If I'm using local MFA with Fleet (#22078), an attack vector I'm trying to prevent is an attacker logging in with a breached username/password. That attacker is likely going to be coming from an unexpected IP address, which is useful information for potentially blocking the attacker entirely so my inbox doesn't get deluged with magic links.
Created this per @noahtalerman's Slack request to catalog it as future work.
Also, if I'm getting an email when I didn't expect one, that means the attacker has my password, so I want the ability to reset it ASAP.
What have you tried?
On successful and failed logins, the IP address of the attempt is included in the corresponding activity, but first-party MFA creates a third state where someone has entered username and password successfully (so no login failure activity) but hasn't completed auth (so no login success activity). We'll still have logs for login attempts, but those are drastically most limited-access than the activity log.
On the other hand, adding another activity that would wind up with two activities per successful MFA'd login feels like overkill, so it makes sense that #22078 doesn't include any activity feed changes.
Potential solutions
Include the IP address of the login attempt in the magic link email ("Hi XYZ User, we received a login attempt from 10.13.37.1. If it was you, click here to finish logging in. If not, please reset your password.").
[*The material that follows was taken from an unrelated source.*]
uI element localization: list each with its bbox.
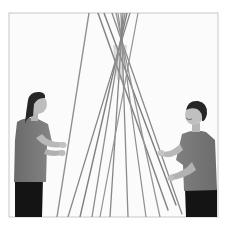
- teepee-photo: [0, 0, 228, 225]
- image-canvas: Two children holding long bamboo poles l…: [0, 0, 228, 225]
"Reset your password" can just be a secondary action here (link-ified text is fine), but due to where the magic link is in the process the user's creds are burned (and thus need to be reset) if someone gets that far. This is in contrast to magic links as the initial auth factor where a user can safely discard a spurious magic link email because all its existence means is someone knows where the login page is and knows what their email address is.
What is the expected workflow as a result of your proposal?
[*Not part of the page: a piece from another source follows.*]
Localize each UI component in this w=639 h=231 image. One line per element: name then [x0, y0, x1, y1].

When I have non-SSO'd MFA turned on for my user account, when I log in with my username and password, the magic link email dispatched thereafter includes the IP address in the message body.
Problem
If I'm using local MFA with Fleet (#22078), an attack vector I'm trying to prevent is an attacker logging in with a breached username/password. That attacker is likely going to be coming from an unexpected IP address, which is useful information for potentially blocking the attacker entirely so my inbox doesn't get deluged with magic links.
Created this per @noahtalerman's Slack request to catalog it as future work.
Also, if I'm getting an email when I didn't expect one, that means the attacker has my password, so I want the ability to reset it ASAP.
What have you tried?
On successful and failed logins, the IP address of the attempt is included in the corresponding activity, but first-party MFA creates a third state where someone has entered username and password successfully (so no login failure activity) but hasn't completed auth (so no login success activity). We'll still have logs for login attempts, but those are drastically most limited-access than the activity log.
On the other hand, adding another activity that would wind up with two activities per successful MFA'd login feels like overkill, so it makes sense that #22078 doesn't include any activity feed changes.
Potential solutions
Include the IP address of the login attempt in the magic link email ("Hi XYZ User, we received a login attempt from 10.13.37.1. If it was you, click here to finish logging in. If not, please reset your password.").
"Reset your password" can just be a secondary action here (link-ified text is fine), but due to where the magic link is in the process the user's creds are burned (and thus need to be reset) if someone gets that far. This is in contrast to magic links as the initial auth factor where a user can safely discard a spurious magic link email because all its existence means is someone knows where the login page is and knows what their email address is.
What is the expected workflow as a result of your proposal?
When I have non-SSO'd MFA turned on for my user account, when I log in with my username and password, the magic link email dispatched thereafter includes the IP address in the message body.